Extensive building works to make Lincluden a much grander establishment were under way through most of the 1400s. Part of the renovation was to accommodate the spectacular tomb of Princess Margaret in a rebuilt choir after her death in 1450. She had been the daughter of King Robert III of Scotland and was the widow of the 4th Earl of Douglas (another Archibald).

And this would be a good point to interpose the excellent Hugh McMillan's poem, The Stone Princess. Hugh is one of Scotland's finest poets, and blogs at http://drumsleet.blogspot.com/
The Stone Princess
In a landscape of mud
past sentry posts of gutted fridge
sandstone rises dead
like a city from the sea.
Water from lintels
and shattered frets of window
pools in her tomb.
Once an intricate miracle of carving,
she’s smooth as a fish, her head a grape
but there are still priests
to chalk ghosts on stone,
teats and eyes.
They sit and drink,
touch her belly for luck,
fuck here.
Like her, they’ve lost all
their Anglo-Norman angles on life.
It's thought that a lot of the finer rebuilding of Lincluden in the early 1400s was done by Paris-born John Morow, who produced similar work at Melrose Abbey and Paisley Abbey.

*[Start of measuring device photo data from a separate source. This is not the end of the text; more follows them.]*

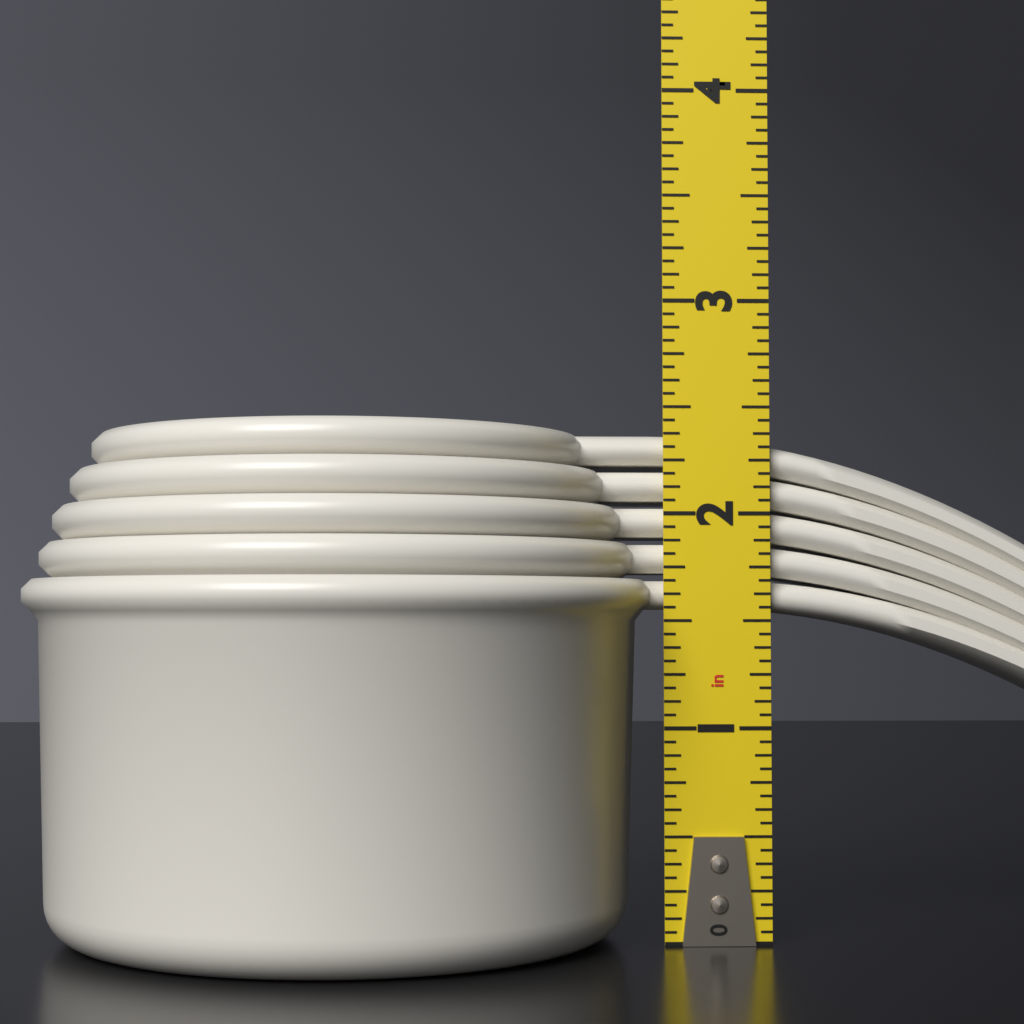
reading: 2.3750 in
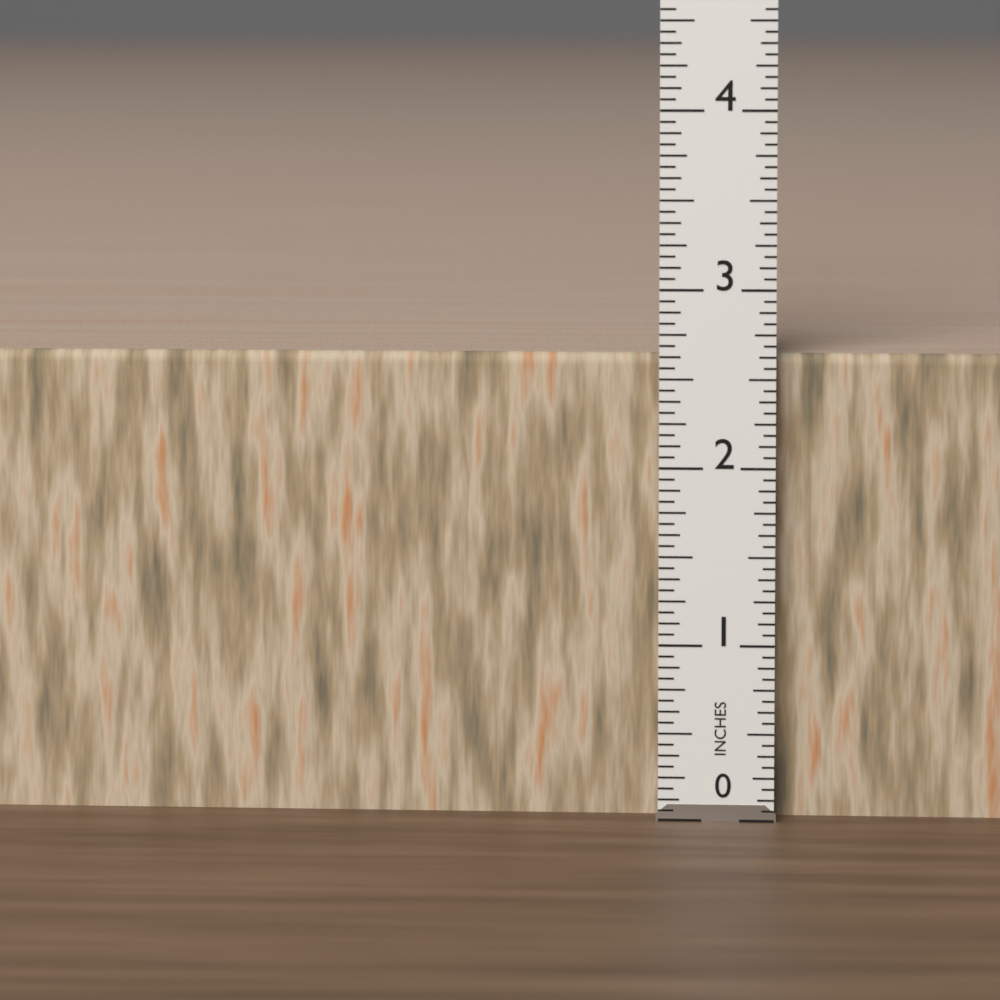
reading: 2.6250 in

The Reformation of 1560 inevitably brought change to Lincluden Collegiate Church, as it did to all religious communities across Scotland. Lincluden was attacked and badly damaged by Protestant reformers. Repairs were quickly completed by William Douglas, the younger brother of the last Provost of the college, for the considerable sum of £3,000. This proved a sound investment when he was then granted the college and associated "mansion" (probably the rebuilt north range) by his brother.

After passing through various hands the buildings of Lincluden Collegiate Church were abandoned by 1700, and then used as a quarry until 1882 when the laird stepped in to consolidate and tidy up the ruins. The church was later passed into State care and is now looked after by Historic Scotland. And entry is completely free.

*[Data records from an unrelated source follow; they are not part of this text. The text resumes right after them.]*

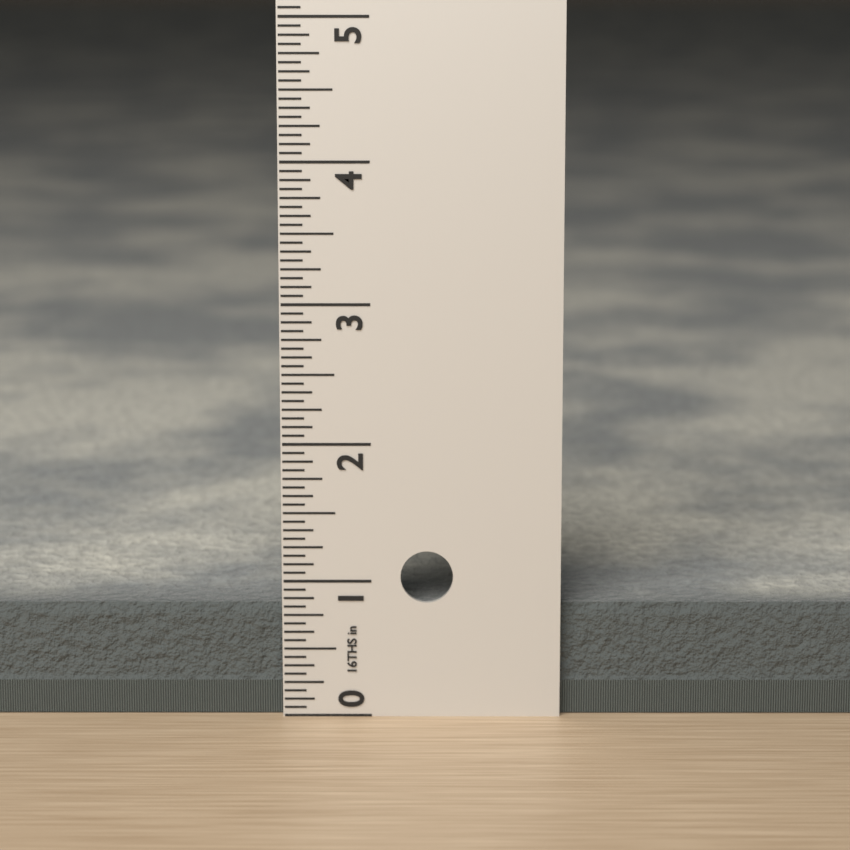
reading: 0.8125 in
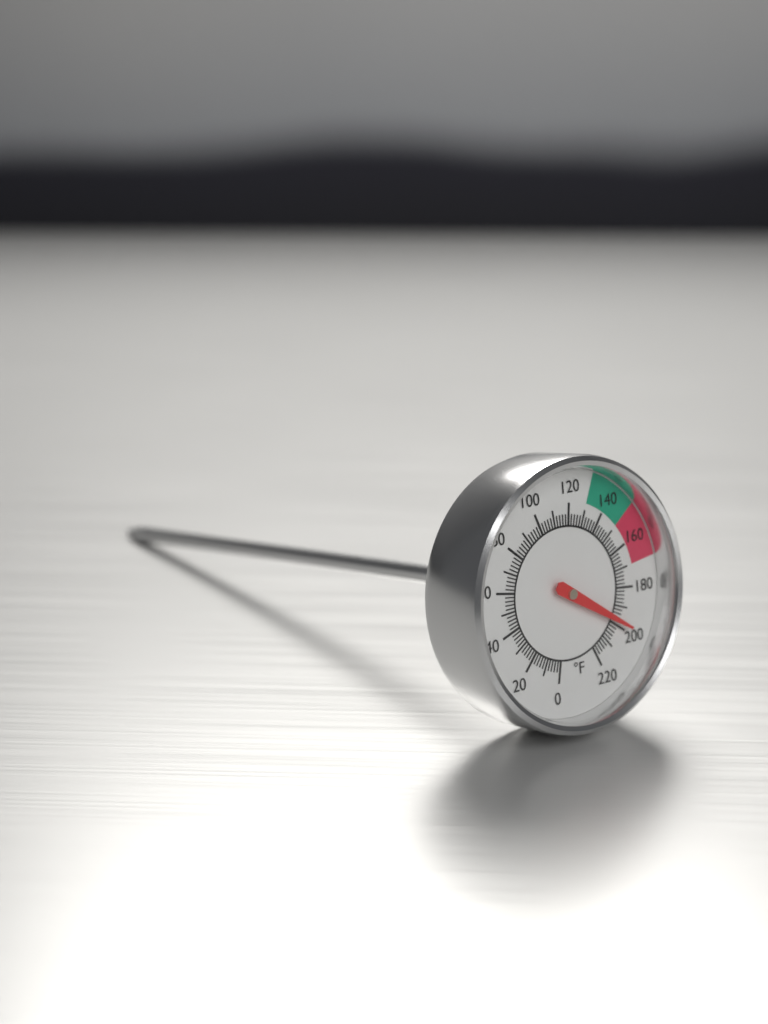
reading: 198 °F
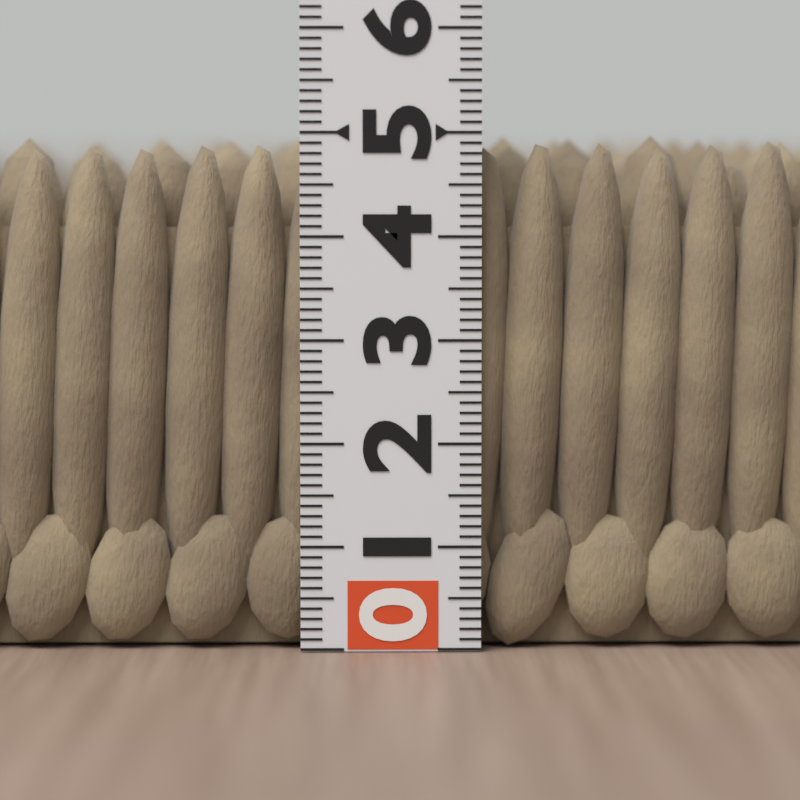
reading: 5.0 (no unit)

The rest of the pictures are annotated with extracts from the History of the Burgh of Dumfries, by William McDowell (2nd edition, 1873).
"Of the tracery of the windows, enough only remains to show how rich, beautiful, and varied it had been. The patterns, with a tendency to the French Flamboyant character, are strictly geometrical. "


"The provosts of Lincluden were in general men of considerable eminence; and several held high offices of state. Among them were John Cameron (d. 1446), who became secretary, lord-privy-seal, and chancellor of the kingdom, archbishop of Glasgow, and one of the delegates of the Scottish Church to the council of Basel; John Winchester (d. 1458), afterwards bishop of Moray; John Methven, secretary of state and an ambassador of the court; James Lindsay, keeper of the privy seal, and an ambassador to England; Andrew Stewart (d. 1501), dean of faculty of the University of Glasgow, and afterwards bishop of Moray; George Hepburn, lord-treasurer of Scotland; William Stewart (d. 1545), lord-treasurer of Scotland, and afterwards bishop of Aberdeen; and Robert Douglas, the eighteenth and last provost, a bastard son of Sir James Douglas of Drumlanrig, who was appointed in 1547, and was allowed to enjoy the benefice for 40 years after the Reformation."

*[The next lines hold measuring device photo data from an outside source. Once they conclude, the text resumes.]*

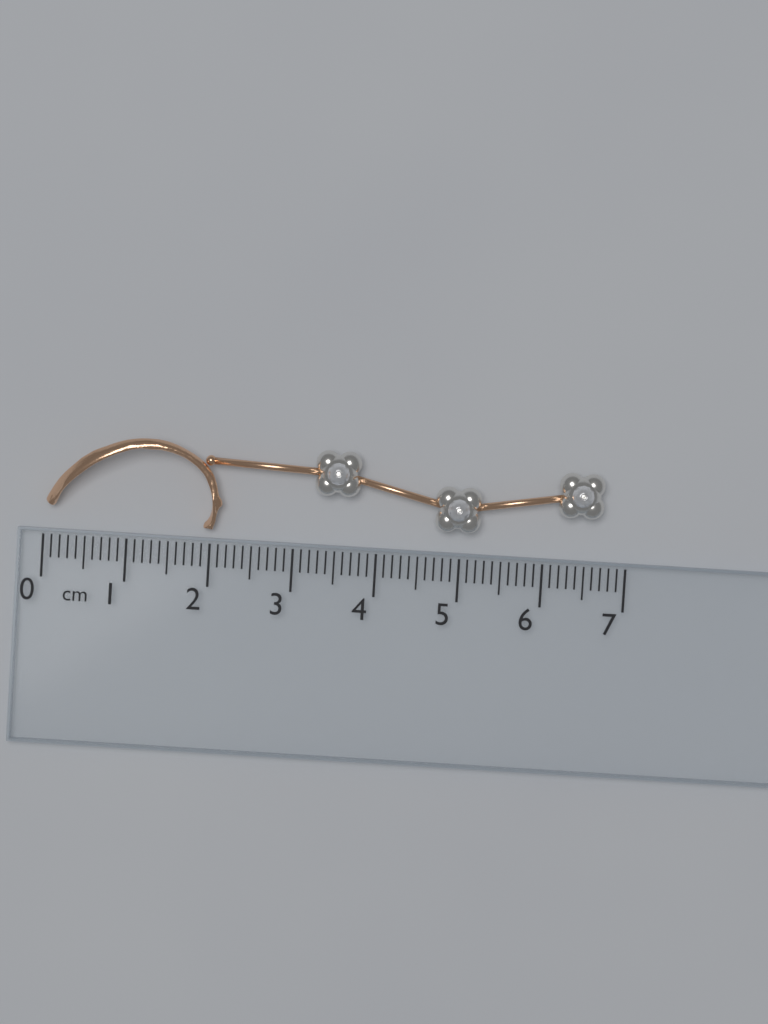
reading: 6.7 cm
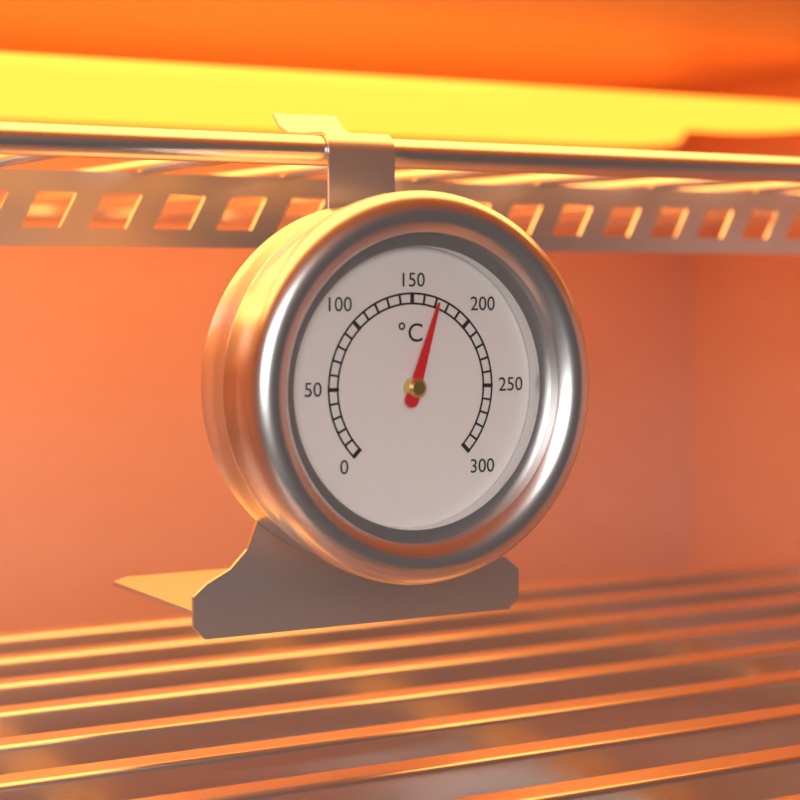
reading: 170 °C
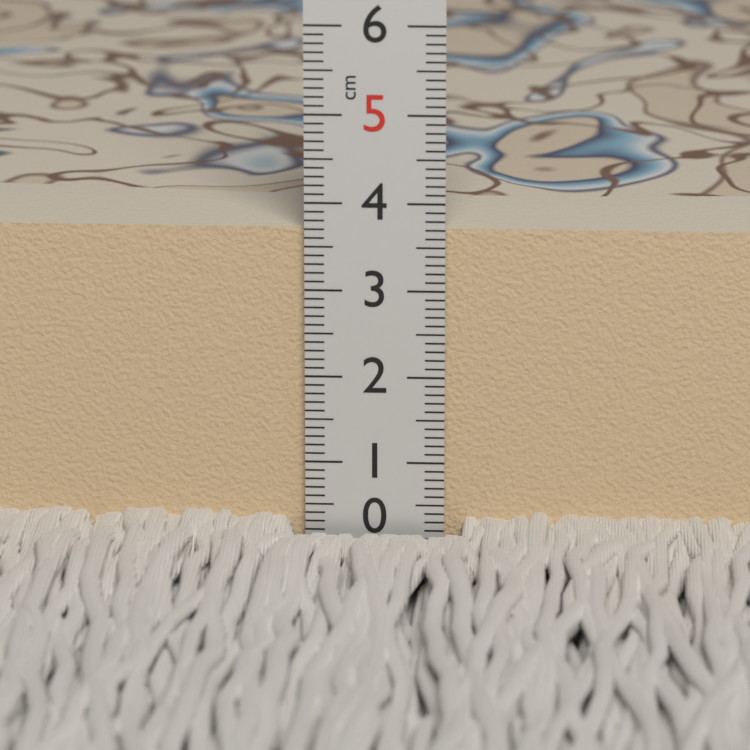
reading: 3.7 cm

"So late as Yule tide 1586, Lord Maxwell had mass sung openly in the church on three days running. Robert Douglas's grand-nephew, William Douglas, the heir of Drumlanrig, obtained a reversion of the provostry, and, after Robert's death, enjoyed its property and revenues during his own life. Succeeding to the family estates of Drumlanrig, and created afterwards Viscount Drumlanrig, and next Earl of Queensberry, he got vested in himself and his heirs the patronage and tithes of the churches of Terregles, Lochrutton, Colvend, Kirkbean, and Caerlaverock, belonging to the college, and also a small part of its lands."

Any historical inaccuracies or omissions will soon be corrected/added by the pedant up the road.
Simply have to add this link in order to relieve a rather dry, historical post. I suggested as a marketing ploy for her new book, Secret Graces, that Kathryn Magendie should read butt-naked. Hot dang, as she would say, she's only gone and done it.